## Exercise directions
Every line from the line containing "The width and" through the end of the data is to be reproduced exactly, excluding pictures.

Dataset entries:
◇ ◇ ◇ ◇
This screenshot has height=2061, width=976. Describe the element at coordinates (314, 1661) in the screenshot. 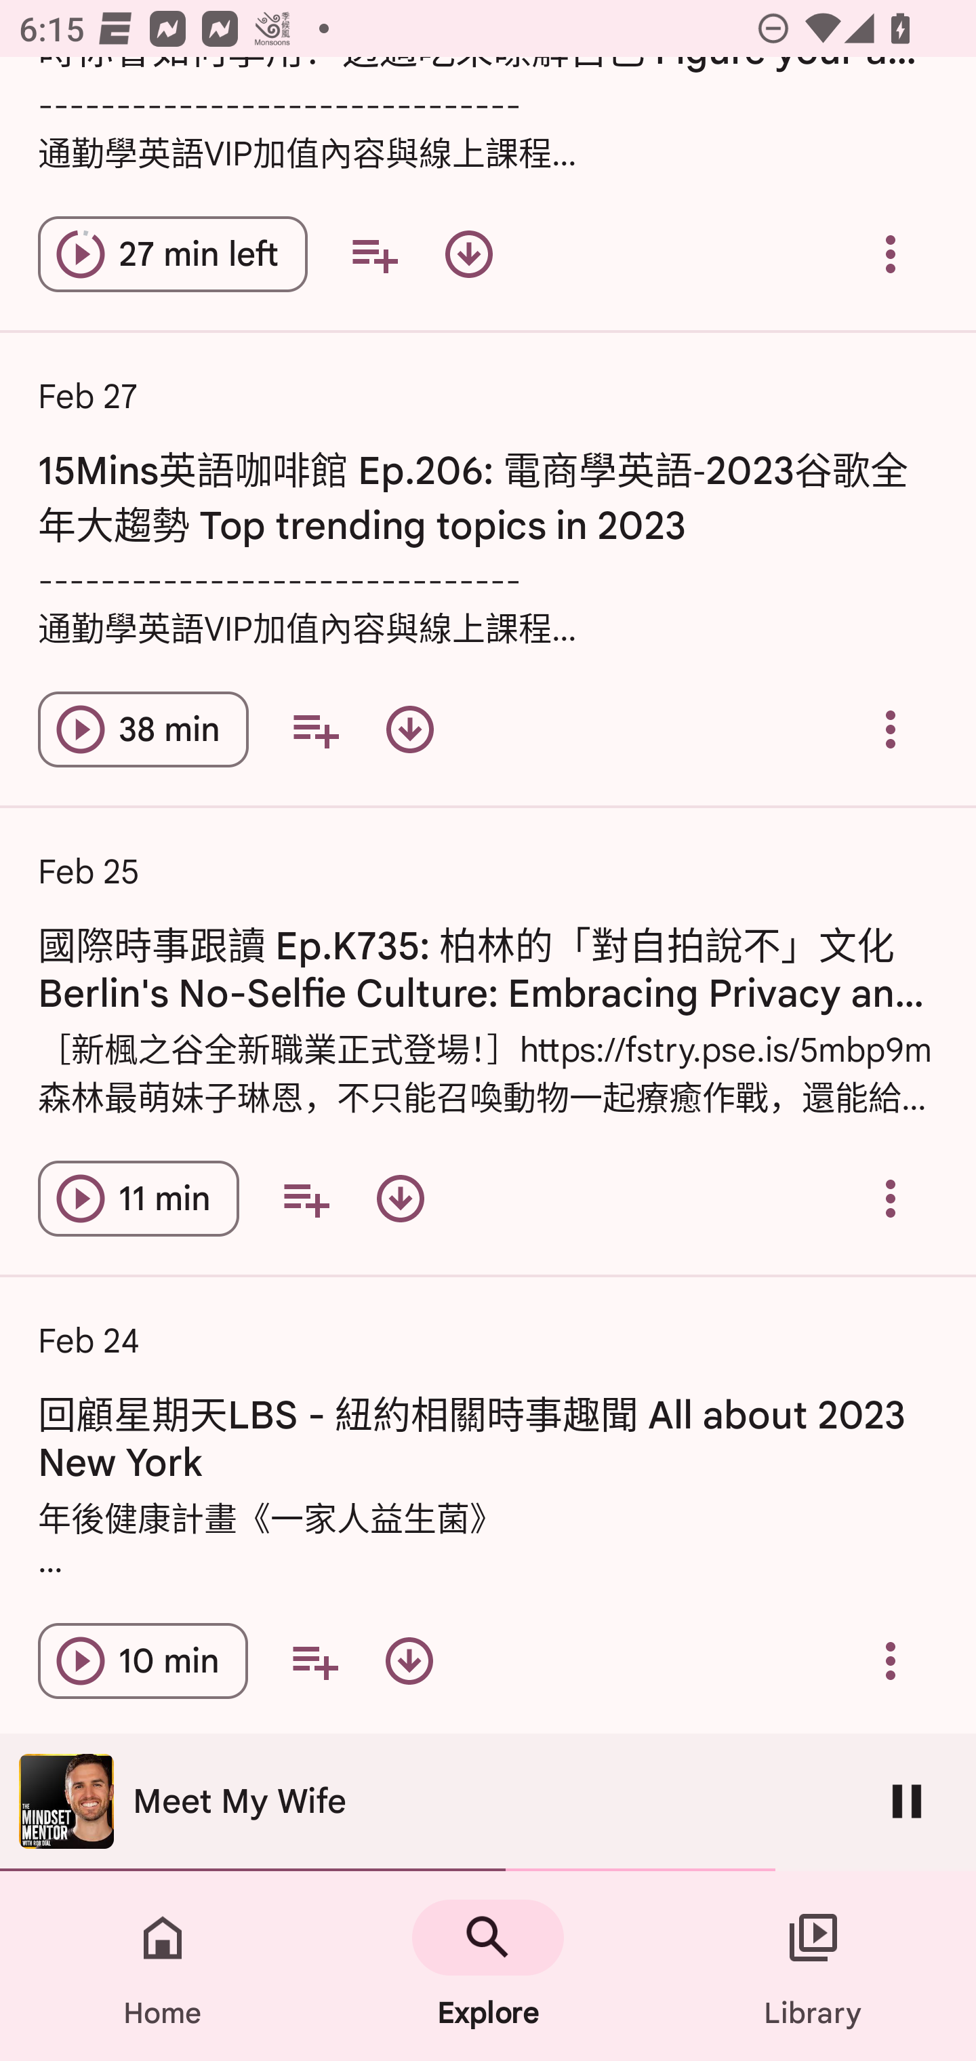

I see `Add to your queue` at that location.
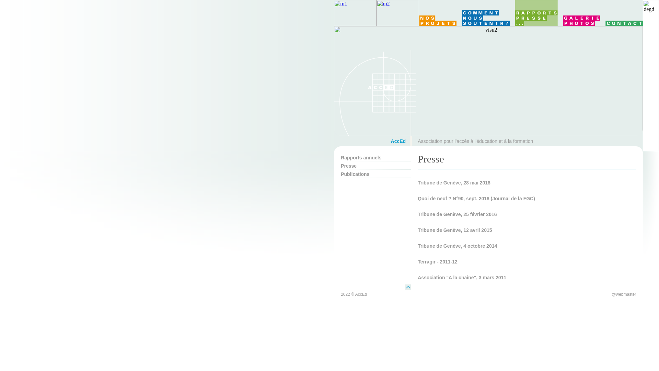  Describe the element at coordinates (437, 261) in the screenshot. I see `Terragir - 2011-12` at that location.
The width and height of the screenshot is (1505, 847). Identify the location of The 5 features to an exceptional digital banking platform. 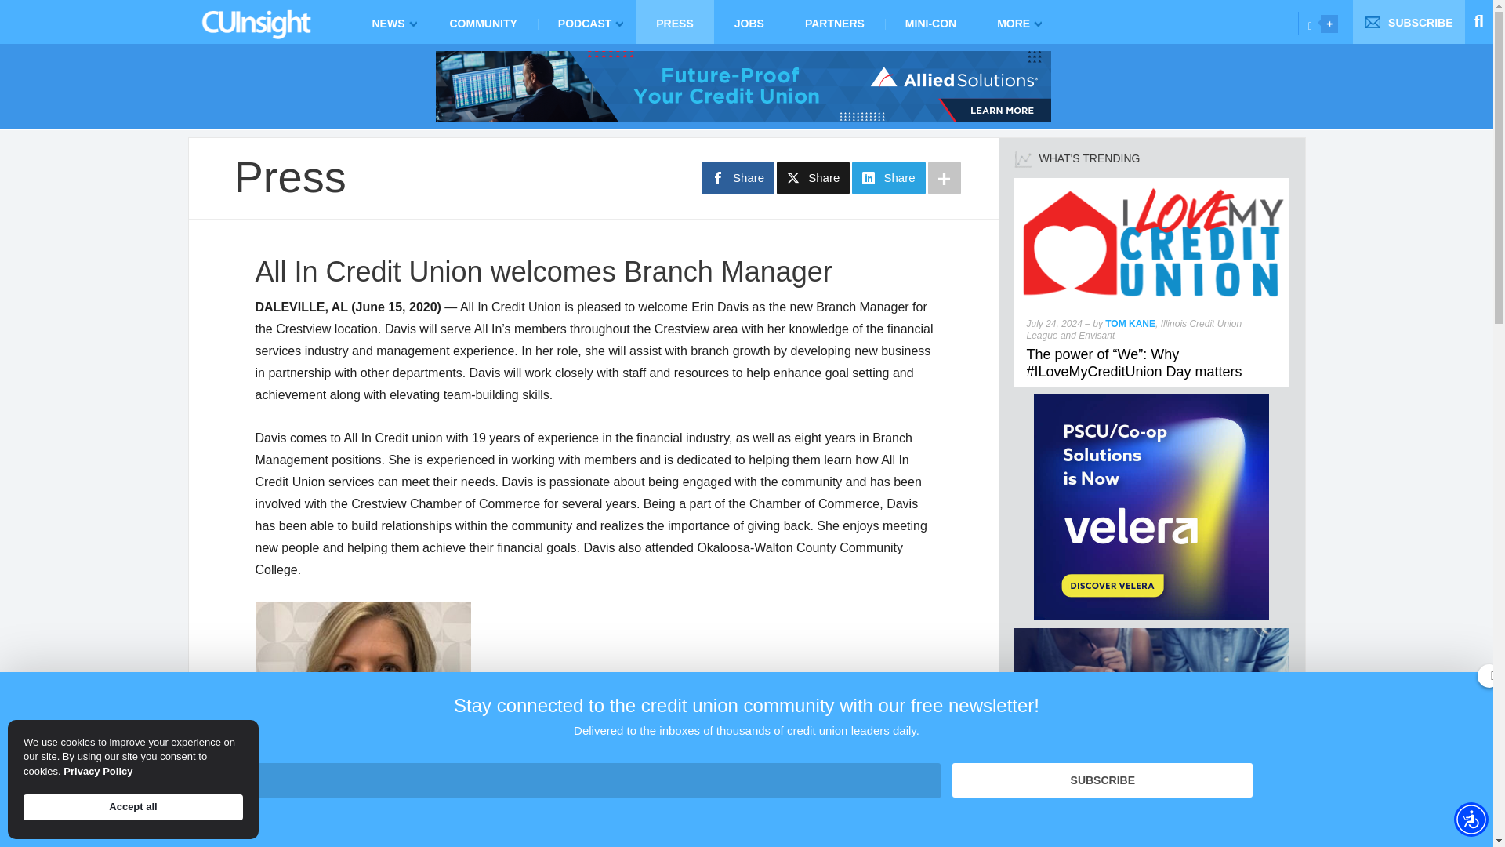
(1148, 802).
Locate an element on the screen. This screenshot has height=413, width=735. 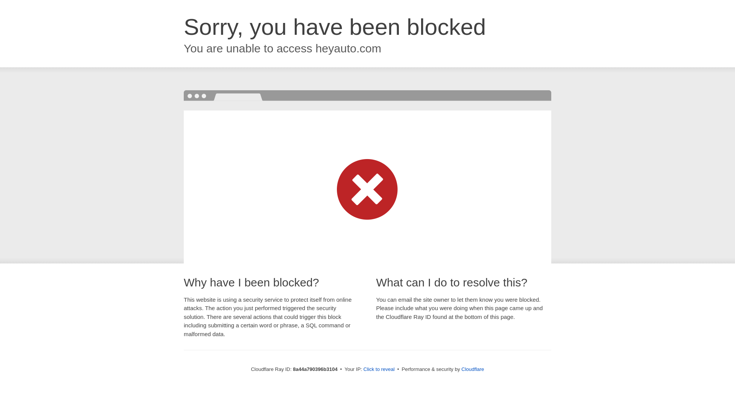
◇ ◇ ◇ ◇
## Solution for this problem
The width and height of the screenshot is (1505, 847). Identify the location of The 5 features to an exceptional digital banking platform. 
(1148, 802).
Locate an element on the screen. This screenshot has height=413, width=735. 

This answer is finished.